Burkina Faso restricts Facebook after internet outages

Burkina Faso restricts Facebook after internet outages

Government has right to regulate social media and national interest must be above our personal interests, says spokesman

By Aurore Bonny

DOUALA, Cameroon (AA) - Burkina Faso said Wednesday that it is restricting access to Facebook, citing security reasons.

Government spokesman Alkassoum Maiga announced the move against the US-based social media platform at a press briefing after a meeting of the Council of Ministers.

"I don't have access to Facebook," he said in response to concerns over its inaccessibility.

For several weeks, people in Burkina Faso, which has been plagued by recurrent terrorist attacks, have deplored disruptions and the inaccessibility of the Internet for several days.

The Internet Society, an American NGO promoting Internet use worldwide, noted a "sudden and unjustified" Internet outage for 92 hours from Nov. 20, 2021 representing 70% of national traffic. It said the outage caused economic losses of around $34.8 million, according to the Netblocks Index.
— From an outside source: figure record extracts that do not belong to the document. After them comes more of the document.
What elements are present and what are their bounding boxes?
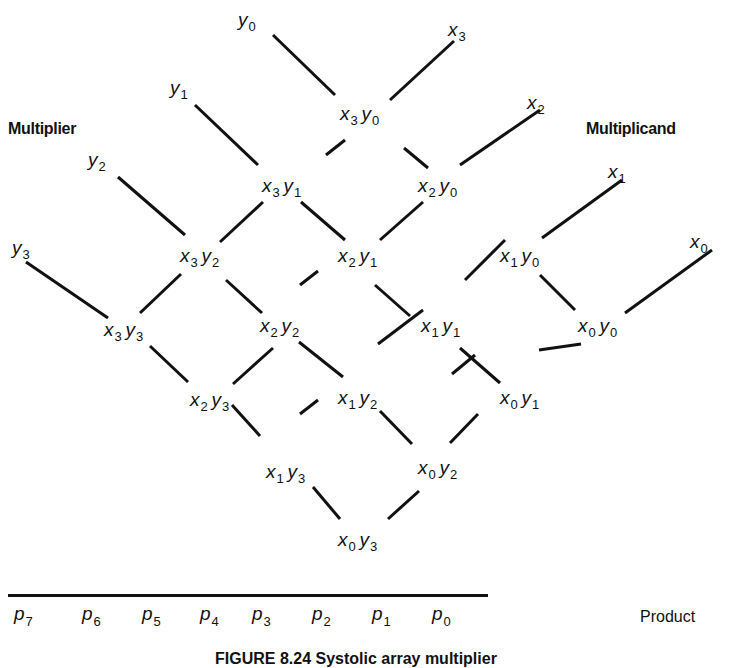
cell-x0y0: x0 y0	[578, 316, 617, 339]
connection-line	[625, 250, 712, 313]
cell-x1y3: x1 y3	[266, 462, 305, 485]
connection-line	[226, 280, 262, 313]
connection-line	[375, 285, 410, 316]
connection-line	[118, 177, 185, 235]
connection-line	[542, 180, 622, 238]
multiplier-input-y1: y1	[170, 78, 188, 101]
cell-x3y2: x3 y2	[180, 246, 219, 269]
cell-x1y0: x1 y0	[500, 246, 539, 269]
multiplicand-input-x0: x0	[690, 232, 708, 255]
cell-x2y0: x2 y0	[418, 176, 457, 199]
cell-x0y3: x0 y3	[338, 530, 377, 553]
connection-line	[299, 342, 343, 377]
connection-line	[26, 262, 108, 318]
cell-x0y2: x0 y2	[418, 458, 457, 481]
product-rule-line	[8, 594, 488, 597]
multiplicand-label: Multiplicand	[586, 120, 676, 138]
multiplier-input-y3: y3	[12, 238, 30, 261]
connection-line	[390, 41, 454, 100]
connection-line	[540, 275, 575, 310]
connection-line	[380, 411, 412, 444]
product-bit-p1: p1	[372, 603, 391, 629]
multiplicand-input-x3: x3	[448, 20, 466, 43]
connection-line	[404, 148, 428, 168]
product-bit-p4: p4	[200, 603, 219, 629]
connection-line	[220, 202, 263, 242]
connection-line	[465, 240, 505, 280]
cell-x3y1: x3 y1	[262, 176, 301, 199]
connection-line	[380, 202, 423, 240]
cell-x1y1: x1 y1	[421, 316, 460, 339]
connection-line	[300, 271, 318, 285]
connection-line	[378, 310, 423, 344]
multiplier-label: Multiplier	[8, 120, 76, 138]
product-bit-p2: p2	[312, 603, 331, 629]
cell-x2y3: x2 y3	[190, 390, 229, 413]
product-bit-p0: p0	[432, 603, 451, 629]
connection-line	[300, 400, 318, 414]
cell-x3y3: x3 y3	[104, 320, 143, 343]
connection-line	[460, 110, 540, 165]
cell-x2y2: x2 y2	[260, 316, 299, 339]
product-bit-p5: p5	[142, 603, 161, 629]
connection-line	[326, 140, 345, 155]
connection-line	[313, 487, 340, 519]
multiplier-input-y2: y2	[88, 150, 106, 173]
connection-line	[273, 35, 335, 95]
multiplicand-input-x1: x1	[608, 162, 626, 185]
product-bit-p6: p6	[82, 603, 101, 629]
connection-line	[460, 348, 500, 383]
connection-line	[301, 202, 345, 240]
multiplier-input-y0: y0	[238, 10, 256, 33]
cell-x0y1: x0 y1	[500, 388, 539, 411]
connection-line	[233, 348, 273, 384]
connection-line	[388, 491, 419, 519]
connection-line	[452, 355, 475, 374]
connection-line	[195, 105, 258, 165]
figure-caption: FIGURE 8.24 Systolic array multiplier	[215, 650, 497, 668]
connection-line	[140, 274, 181, 313]
connection-line	[450, 414, 478, 443]
product-bit-p7: p7	[14, 603, 33, 629]
product-label: Product	[640, 608, 695, 626]
cell-x2y1: x2 y1	[338, 246, 377, 269]
cell-x3y0: x3 y0	[340, 104, 379, 127]
multiplicand-input-x2: x2	[527, 93, 545, 116]
connection-line	[539, 344, 581, 350]
cell-x1y2: x1 y2	[338, 388, 377, 411]
connection-line	[150, 346, 188, 382]
connection-line	[232, 405, 260, 436]
product-bit-p3: p3	[252, 603, 271, 629]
Referring to the blackout, Maiga said "we had informed everyone that for security reasons, and other concerns of national interest, the government is entitled to make regulations."

Faced with growing insecurity and a disgruntled population that has demonstrated several times against the government's management of the crisis, he said he believes that "the choice seems clear" between "letting insecurity spread and taking measures to maintain the minimum control over the situation."

"The national interest must be above our particular interests," he said.

Maiga said the government is not obliged to explain or justify itself because it is in the best interests of the nation.

In a communication released Tuesday, Le Balai Citoyen, a civil society movement, condemned "a dictatorship on the Internet by a regime that lacks inspiration and solutions to the country's real problems."

It also denounced restrictions on freedom and condemned "the active complicity of the Regulatory Authority for Electronic Communications and Postal Services (ARCEP) and internet service providers."

For the Internet Society, these restrictions are a "serious violation of individual rights and freedoms so advocated by the founding fathers of the Internet."